Male volunteers (N = 120) in small groups of 5 to 10 watched a staged theft involving live actors. Some (n = 47) were under the influence of alcohol (average blood alcohol level of .10) at the time. Some subjects (n = 58) were interviewed immediately after the event, and all were interviewed 1 week later. The delayed interview included the presentation of a photospread that either did or did not contain the picture of the "thief." Alcohol suppressed the amount recalled during the immediate interview and both the amount and accuracy of recall after the 1-week delay. Alcohol had no influence on the ability of witnesses to recognize the thief's picture. When the thief's picture was not present in the photospread, however, alcohol increased the rate of false identifications. An immediate interview substantially improved the amount of information subjects were able to recall 1 week later.
Unconscious transference refers to an eyewitness's misidentification of an innocent bystander for a criminal perpetrator because of the witness's exposure to the bystander in another context. In a series of five field studies involving 330 retail store clerks and 340 students, five retention intervals from 2 hours to 2 weeks, seven bystander-perpetrator intervals from 2 minutes to 2 weeks, three line-up types, two levels of line-up similarity, four different bystanders and four different targets, with one exception no evidence was obtained that could be interpreted to demonstrate the phenomenon of unconscious transference.That is, theresultsrepeatedly failed to reveal more misidentifications of an innocent bystander by witnesses who had been previously exposed to the bystander than by control eyewitnesses who had not. To the contrary, the prior observation of the bystander often served to reduce the frequency of misidentification. In the final experiment the kind of misidentification error referred to as unconscious transference did occur, but only within a particular combination of bystander-perpetrator similarity and line-up construction: a combination that, in conjunction with the kind of event used, seems unlikely in real-world settings. Nevertheless, the inclusion of a familiar face in the line-ups often altered witnesses' choices in such a way that choosing someone was more likely when the lineup included a familiar face than when it did not. Finally, in contrast to the current explanations of unconscious transference, it is argued that it may not be a sense of familiarity with the bystander that is the basis of misidentifications; rather, it may also include incorrect inferences about the likelihood that the bystander might be the perpetrator.

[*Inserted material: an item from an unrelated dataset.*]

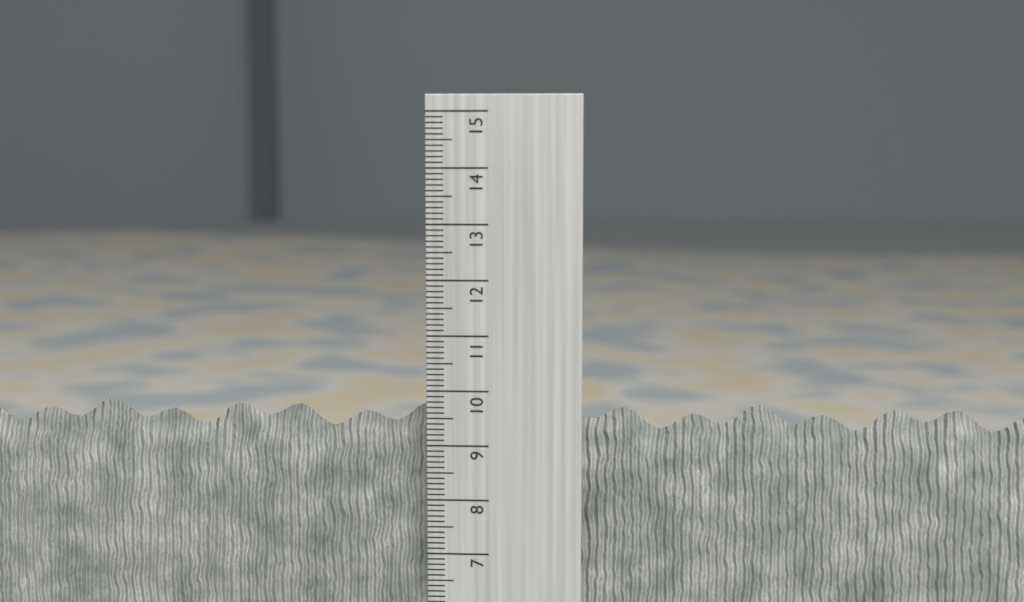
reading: 9.7 cm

One week after committing a simulated robbery while intoxicated or sober, each of 142 subjects recalled the event within a "cognitive interview." In an initial exploratory experiment, alcohol consumption reduced the accuracy of recall of a variety of types of information, in particular, information about persons. In the second experiment, person identification suffered following the consumption of alcohol, but only when arousal was low. Higher levels of arousal appeared instead to minimize the negative impact of alcohol upon encoding and recall. Second, whereas the recollections by subjects of what they saw during the crime were not impaired by alcohol consumption, their recollections of what they did were impaired. Both experiments examined the effects of arousal upon the subjects' recalls, and Experiment 2 tested the hypothesis that increased arousal serves to reduce attention to peripheral sources of information. This hypothesis was supported because the identification of persons central to the crime benefited from increased arousal but the identification of persons peripheral to the crime did not. A similar hypothesis about the effects of alcohol received only mixed support because the subjects' behaviors reflected "alcohol myopia" but their identifications of target persons did not. Finally, manipulations at the time of retrieval of the subjects' beliefs about how much alcohol had been consumed also altered accuracy of recall.